See image — Hydrocarbons Chemistry Question
Question
See image

💡 Solution & Explanation
Step 1 - Identify the reactant: The starting material is cyclobutane with an isopropenyl group attached: cyclobutyl-C(CH3)=CH2. More precisely, one carbon of the cyclobutane ring bears a substituent -C(CH3)=CH2. Step 2 - HBr addition follows Markovnikov's rule: H+ adds to the terminal =CH2 (less substituted carbon), generating a carbocation at the internal carbon: cyclobutyl-C+(CH3). This tertiary carbocation is adjacent to the cyclobutane ring. Step 3 - Ring expansion via 1,2-shift: The carbocation formed [cyclobutyl-C+(CH3)] has a tertiary carbon cation adjacent to the strained cyclobutane ring. A 1,2-carbon shift (ring expansion) occurs: one C-C bond of the cyclobutane migrates to the adjacent carbocation, expanding the 4-membered ring to a 5-membered ring (cyclopentyl cation).

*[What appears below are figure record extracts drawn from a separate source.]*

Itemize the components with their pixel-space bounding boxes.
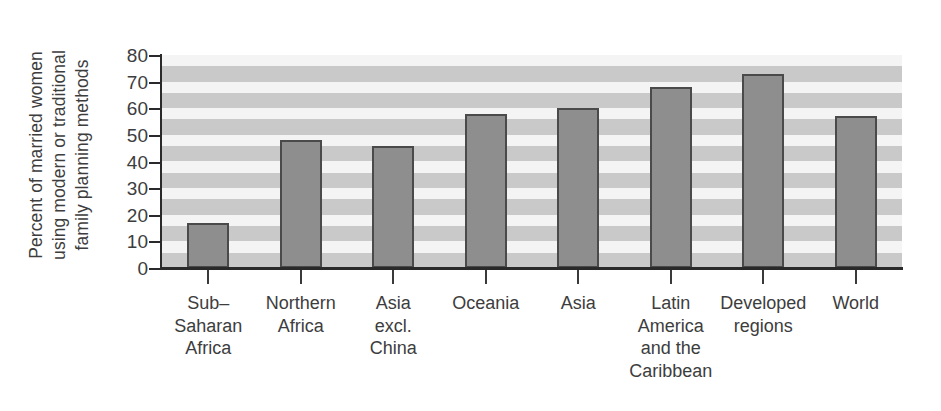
grid-band-light [162, 162, 902, 173]
y-axis-tick-label: 70 [100, 73, 148, 92]
bar [650, 87, 692, 268]
y-axis-tick-labels: 01020304050607080 [100, 44, 148, 278]
x-axis-tick-mark [392, 270, 394, 284]
grid-band-dark [162, 253, 902, 268]
grid-band-light [162, 135, 902, 146]
y-axis-tick-label: 80 [100, 46, 148, 65]
bar [280, 140, 322, 268]
x-axis-tick-mark [577, 270, 579, 284]
bar-chart-figure: Percent of married women using modern or… [0, 0, 941, 411]
y-axis-tick-mark [149, 268, 161, 270]
grid-band-light [162, 241, 902, 252]
grid-band-dark [162, 199, 902, 214]
bar [835, 116, 877, 268]
y-axis-tick-mark [149, 55, 161, 57]
y-axis-title-line-2: using modern or traditional [49, 50, 70, 260]
grid-band-dark [162, 173, 902, 188]
grid-band-light [162, 82, 902, 93]
grid-band-dark [162, 226, 902, 241]
grid-band-light [162, 108, 902, 119]
grid-band-light [162, 215, 902, 226]
y-axis-tick-mark [149, 162, 161, 164]
y-axis-tick-mark [149, 241, 161, 243]
y-axis-tick-label: 50 [100, 126, 148, 145]
bar [465, 114, 507, 268]
y-axis-tick-label: 40 [100, 153, 148, 172]
y-axis-tick-label: 30 [100, 179, 148, 198]
x-axis-tick-mark [300, 270, 302, 284]
y-axis-tick-mark [149, 215, 161, 217]
x-axis-tick-mark [485, 270, 487, 284]
bar [187, 223, 229, 268]
bar [557, 108, 599, 268]
y-axis-title-line-3: family planning methods [72, 59, 93, 250]
grid-band-dark [162, 66, 902, 81]
grid-band-light [162, 188, 902, 199]
y-axis-tick-mark [149, 82, 161, 84]
grid-band-light [162, 55, 902, 66]
y-axis-tick-mark [149, 188, 161, 190]
bar [742, 74, 784, 268]
x-axis-tick-mark [855, 270, 857, 284]
y-axis-tick-mark [149, 135, 161, 137]
x-axis-category-label: World [786, 292, 926, 315]
grid-band-dark [162, 146, 902, 161]
grid-band-dark [162, 93, 902, 108]
y-axis-tick-mark [149, 108, 161, 110]
x-axis-tick-mark [670, 270, 672, 284]
y-axis-tick-label: 0 [100, 259, 148, 278]
x-axis-tick-mark [207, 270, 209, 284]
x-axis-line [160, 267, 903, 270]
x-axis-tick-mark [762, 270, 764, 284]
bar [372, 146, 414, 268]
y-axis-tick-label: 10 [100, 232, 148, 251]
plot-area [162, 55, 902, 268]
y-axis-title-line-1: Percent of married women [26, 51, 47, 259]
y-axis-tick-label: 60 [100, 99, 148, 118]
grid-band-dark [162, 119, 902, 134]
y-axis-tick-label: 20 [100, 206, 148, 225]
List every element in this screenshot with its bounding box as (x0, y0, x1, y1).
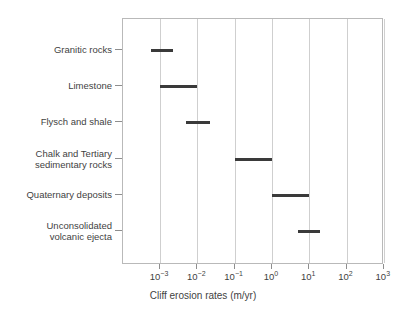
gridline (160, 19, 161, 263)
y-axis-tick (115, 194, 122, 195)
y-axis-category-label: Unconsolidated volcanic ejecta (0, 220, 112, 242)
gridline (235, 19, 236, 263)
y-axis-tick (115, 230, 122, 231)
x-axis-tick-label: 102 (338, 271, 352, 282)
y-axis-tick (115, 49, 122, 50)
gridline (384, 19, 385, 263)
x-axis-tick-label: 10−1 (224, 271, 243, 282)
x-axis-tick-label: 101 (301, 271, 315, 282)
y-axis-tick (115, 85, 122, 86)
x-axis-tick (234, 264, 235, 269)
x-axis-tick (159, 264, 160, 269)
y-axis-tick (115, 121, 122, 122)
x-axis-tick-label: 10−2 (187, 271, 206, 282)
range-bar (272, 194, 309, 197)
x-axis-title: Cliff erosion rates (m/yr) (0, 290, 406, 301)
y-axis-category-label: Chalk and Tertiary sedimentary rocks (0, 148, 112, 170)
range-bar (235, 158, 272, 161)
x-axis-tick (196, 264, 197, 269)
gridline (272, 19, 273, 263)
y-axis-category-label: Quaternary deposits (0, 189, 112, 200)
x-axis-tick (271, 264, 272, 269)
range-bar (186, 121, 210, 124)
plot-area (122, 18, 383, 264)
x-axis-tick-label: 100 (264, 271, 278, 282)
gridline (347, 19, 348, 263)
gridline (197, 19, 198, 263)
range-bar (160, 85, 197, 88)
y-axis-category-label: Limestone (0, 80, 112, 91)
y-axis-tick (115, 158, 122, 159)
x-axis-tick (346, 264, 347, 269)
x-axis-tick-label: 10−3 (150, 271, 169, 282)
gridline (309, 19, 310, 263)
x-axis-tick-label: 103 (376, 271, 390, 282)
range-bar (151, 49, 173, 52)
chart-page: Cliff erosion rates (m/yr) 10−310−210−11… (0, 0, 406, 320)
x-axis-tick (383, 264, 384, 269)
x-axis-tick (308, 264, 309, 269)
y-axis-category-label: Granitic rocks (0, 44, 112, 55)
range-bar (298, 230, 320, 233)
y-axis-category-label: Flysch and shale (0, 116, 112, 127)
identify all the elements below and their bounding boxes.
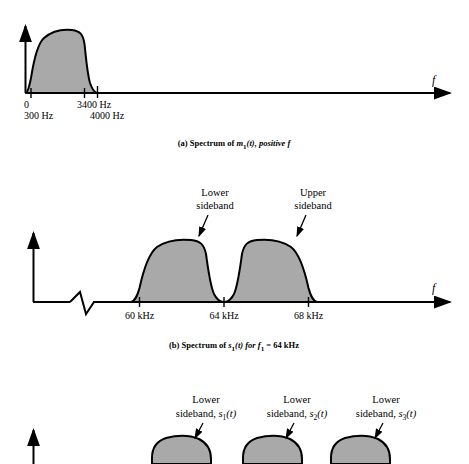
- panel-c-annotation-2-arrow: [286, 423, 294, 438]
- panel-b-annotation-upper-line2: sideband: [294, 200, 332, 211]
- panel-c-annotation-3-line1: Lower: [372, 394, 400, 405]
- panel-a-caption-prefix: (a) Spectrum of: [178, 138, 237, 148]
- panel-c-lobe-3: [331, 436, 390, 464]
- panel-b-caption-prefix: (b) Spectrum of: [169, 340, 228, 350]
- panel-b-annotation-upper-arrow: [297, 215, 306, 236]
- panel-b-lower-sideband-lobe: [131, 240, 223, 302]
- panel-b-caption: (b) Spectrum of s1(t) for f1 = 64 kHz: [169, 340, 299, 353]
- panel-c-annotation-3-prefix: sideband,: [356, 408, 399, 419]
- panel-c-annotation-1-prefix: sideband,: [176, 408, 219, 419]
- panel-c-annotation-3-sig-suffix: (t): [406, 408, 416, 420]
- panel-a-ticklabel-0: 0: [24, 99, 29, 110]
- panel-b-caption-suffix: = 64 kHz: [264, 340, 299, 350]
- panel-c-annotation-1-arrow: [195, 423, 203, 438]
- panel-a-ticklabel-3400: 3400 Hz: [77, 99, 112, 110]
- panel-c-annotation-2-line2: sideband, s2(t): [267, 408, 328, 422]
- panel-c-annotation-2-prefix: sideband,: [267, 408, 310, 419]
- panel-b-ticklabel-68: 68 kHz: [294, 310, 324, 321]
- panel-a: 0 300 Hz 3400 Hz 4000 Hz f (a) Spectrum …: [24, 26, 450, 151]
- panel-a-axis-label-f: f: [432, 73, 437, 87]
- panel-b: 60 kHz 64 kHz 68 kHz f Lower sideband Up…: [33, 187, 450, 353]
- panel-c-lobe-1: [152, 436, 211, 464]
- panel-c-annotation-3-line2: sideband, s3(t): [356, 408, 417, 422]
- panel-c-lobe-2: [243, 436, 302, 464]
- panel-a-spectrum-lobe: [26, 30, 97, 93]
- panel-a-caption-f: f: [287, 138, 291, 148]
- panel-b-ticklabel-60: 60 kHz: [125, 310, 155, 321]
- panel-c: Lower sideband, s1(t) Lower sideband, s2…: [34, 394, 417, 464]
- panel-c-annotation-2-line1: Lower: [283, 394, 311, 405]
- panel-a-ticklabel-4000: 4000 Hz: [90, 110, 125, 121]
- panel-b-caption-mid: (t) for: [235, 340, 258, 350]
- panel-b-annotation-lower-line2: sideband: [196, 200, 234, 211]
- panel-c-annotation-1-line1: Lower: [192, 394, 220, 405]
- panel-c-annotation-1-line2: sideband, s1(t): [176, 408, 237, 422]
- panel-b-ticklabel-64: 64 kHz: [209, 310, 239, 321]
- panel-a-caption-mid: (t), positive: [247, 138, 288, 148]
- panel-c-annotation-1-sig-suffix: (t): [226, 408, 236, 420]
- panel-c-annotation-2-sig-suffix: (t): [317, 408, 327, 420]
- panel-b-axis-label-f: f: [432, 281, 437, 295]
- panel-b-annotation-lower-arrow: [199, 215, 208, 236]
- panel-b-upper-sideband-lobe: [225, 240, 317, 302]
- panel-b-axis-break-zigzag: [70, 292, 94, 314]
- figure-container: 0 300 Hz 3400 Hz 4000 Hz f (a) Spectrum …: [0, 0, 469, 464]
- panel-c-annotation-3-arrow: [375, 423, 383, 438]
- panel-b-annotation-lower-line1: Lower: [201, 187, 229, 198]
- panel-a-caption: (a) Spectrum of m1(t), positive f: [178, 138, 292, 151]
- panel-a-ticklabel-300: 300 Hz: [24, 110, 54, 121]
- panel-b-annotation-upper-line1: Upper: [300, 187, 327, 198]
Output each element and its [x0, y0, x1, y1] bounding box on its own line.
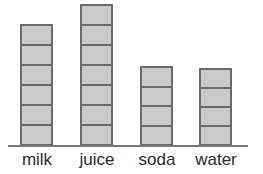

This gives a tertiary cyclopentyl carbocation: specifically 1-methyl-cyclopentyl cation (the methyl and the ring carbons rearrange to give a tertiary carbocation on the cyclopentane ring). Step 4 - The rearranged carbocation: After ring expansion, we get a cyclopentane ring with a tertiary carbocation bearing a methyl group (1-methylcyclopent-1-yl cation). Step 5 - Bromide attacks the carbocation: Br- attacks the tertiary carbocation to give 1-bromo-1-methylcyclopentane... but looking at option (a), it shows a cyclopentane with Br at one carbon and a methyl at an adjacent carbon. Re-examining: the cyclobutane ring expansion from cyclobutyl-C+(CH3) gives a cyclopentane ring where the cationic center retains the methyl group, yielding 1-bromo-1-methylcyclopentane as the ring-expanded product. Option (a) depicts a cyclopentane ring with Br and methyl substituents consistent with this ring expansion product, making it the major product due to the relief of cyclobutane ring strain and formation of a more stable tertiary carbocation. Step 6 - Why other options fail: (b) would require a different substitution pattern; (c) and (d) are cyclohexane-based products requiring a 5->6 ring expansion which is not favored here since we start with cyclobutane (4-membered ring expanding to 5-membered is favorable); no further expansion to 6-membered is the major pathway. Therefore, the correct answer is A.